An Iranian court has sentenced leading human rights campaigner Narges Mohammedi to eight years in prison and over 70 lashes, her husband announced on Sunday, following her sudden arrest in November last year.
Her husband Taghi Rahmani, who is based in France, wrote on Twitter that the sentence was handed out after a hearing that lasted only five minutes.
The details of both the verdict and the case against her remain unclear.
A colleague of Nobel Peace Prize-winning campaigner Shirin Ebadi, who now lives outside Iran, Mohammedi has been repeatedly jailed by the Iranian authorities over the last years.
She was released from prison in October 2020 but then suddenly arrested in November 2021 in Karaj outside Tehran while attending a memorial for a man killed during nationwide protests in November 2019.
Amnesty International at the time condemned Mohammedi’s arrest as “arbitrary” and described her as a “prisoner of conscience targeted solely for her peaceful human rights activities.”
Mohammedi, who has long campaigned against the use of the death penalty in Iran, had before her latest arrest been working with families seeking justice for loved ones who they say were killed by security forces in the 2019 protests.
Even while out of prison, she had in May 2021 been handed a sentence of 80 lashes and 30 months in jail on charges of “propaganda” against Iran’s Islamic system.
Activists have decried what they see as increased repression in Iran over the last months, including the jailing of campaigners and greater use of the death penalty.

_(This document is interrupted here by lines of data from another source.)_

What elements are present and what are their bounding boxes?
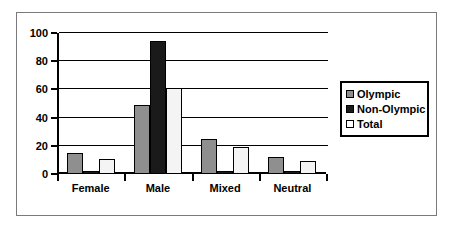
x-category-label-female: Female — [72, 182, 110, 194]
bar-male-total — [166, 88, 182, 174]
x-category-label-mixed: Mixed — [210, 182, 241, 194]
legend-item-olympic[interactable]: Olympic — [346, 87, 423, 101]
y-tick-mark-80 — [51, 60, 57, 62]
y-tick-label-20: 20 — [36, 140, 48, 152]
x-tick-2 — [259, 174, 261, 181]
legend-swatch-total-icon — [346, 120, 354, 128]
bar-neutral-olympic — [268, 157, 284, 174]
y-tick-label-60: 60 — [36, 83, 48, 95]
legend-label: Non-Olympic — [357, 104, 425, 115]
bar-female-total — [99, 159, 115, 175]
y-tick-mark-60 — [51, 88, 57, 90]
bar-male-olympic — [134, 105, 150, 174]
y-tick-label-40: 40 — [36, 112, 48, 124]
y-tick-mark-40 — [51, 117, 57, 119]
legend-item-total[interactable]: Total — [346, 117, 423, 131]
bar-male-non-olympic — [150, 41, 166, 174]
y-axis: 020406080100 — [16, 33, 54, 174]
chart-legend: OlympicNon-OlympicTotal — [340, 81, 429, 137]
legend-swatch-olympic-icon — [346, 90, 354, 98]
x-category-label-neutral: Neutral — [273, 182, 311, 194]
y-tick-mark-20 — [51, 145, 57, 147]
x-tick-origin — [57, 174, 59, 181]
legend-swatch-non-olympic-icon — [346, 105, 354, 113]
legend-item-non-olympic[interactable]: Non-Olympic — [346, 102, 423, 116]
x-tick-1 — [192, 174, 194, 181]
bar-mixed-non-olympic — [217, 171, 233, 174]
bar-mixed-olympic — [201, 139, 217, 174]
x-tick-0 — [124, 174, 126, 181]
bars-layer — [57, 33, 326, 174]
y-tick-label-80: 80 — [36, 55, 48, 67]
bar-female-non-olympic — [83, 171, 99, 174]
bar-neutral-total — [300, 161, 316, 174]
y-tick-label-0: 0 — [42, 168, 48, 180]
x-category-label-male: Male — [146, 182, 170, 194]
y-tick-label-100: 100 — [30, 27, 48, 39]
legend-label: Olympic — [357, 89, 400, 100]
bar-mixed-total — [233, 147, 249, 174]
legend-label: Total — [357, 119, 382, 130]
y-tick-mark-100 — [51, 32, 57, 34]
bar-female-olympic — [67, 153, 83, 174]
bar-neutral-non-olympic — [284, 171, 300, 174]
x-tick-3 — [326, 174, 328, 181]
bar-chart-figure: 020406080100 OlympicNon-OlympicTotal Fem… — [0, 0, 454, 232]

Prominent detainees have also died in prison, such as the well-known poet Baktash Abtin.
Another top rights defender serving a lengthy sentence in Iran is prize-winning lawyer Nasrin Sotoudeh who defended women arrested for protesting against the requirement for Iranian women to wear the hijab.
While she is currently believed to be out of jail on medical leave, supporters fear she is at risk of being imminently returned to prison.